China’s retail sales for the Lunar New Year holiday surged 19 percent year-on-year in one of the biggest rises in a decade, signalling a surge in domestic consumption, according to state media.
Shops and restaurants across the country rang up 404.5 billion yuan (US$61.41 billion) in sales, up nearly a fifth from the New Year period last year, the Ministry of Commerce said in a statement.
“Despite the high inflation rate in 2010, the increase is still remarkable,” Lu Zheng-wei (魯政委), chief economist at the Industrial Bank was quoted as telling the China Daily. “It underscores the initial success of China’s transformation to develop its economy through domestic consumption.”
Last year’s Lunar New Year holiday generated 340 billion yuan in sales, a 17.2 percent increase from the previous year, and was welcomed as a sign that spending was rising in China after the global economic crisis.
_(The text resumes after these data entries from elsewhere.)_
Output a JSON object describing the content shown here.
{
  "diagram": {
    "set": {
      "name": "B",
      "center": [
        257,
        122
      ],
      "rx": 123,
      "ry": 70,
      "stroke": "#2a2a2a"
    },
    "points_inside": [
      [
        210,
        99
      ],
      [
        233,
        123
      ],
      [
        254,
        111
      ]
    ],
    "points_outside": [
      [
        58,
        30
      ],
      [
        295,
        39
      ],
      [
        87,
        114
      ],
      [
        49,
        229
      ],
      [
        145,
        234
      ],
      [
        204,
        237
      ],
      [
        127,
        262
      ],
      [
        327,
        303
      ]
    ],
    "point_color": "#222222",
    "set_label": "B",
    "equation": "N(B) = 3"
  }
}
The global financial crisis increased pressure on China to rebalance its economy by reducing its reliance on exports for growth and spurring more domestic consumption.
The growth mainly reflected consumers’ rising incomes, Lu said. Growth in rural incomes last year outpaced urban areas for the first time in 13 years, according to official statistics.
The week-long holiday is the only time that many of the country’s estimated 230 million migrant workers are able to visit home.
Restaurants in Shandong, Shaanxi and Heilongjiang provinces saw revenues jump by more than 20 percent from last year, while Shanghai saw revenues rise fourfold, the ministry said.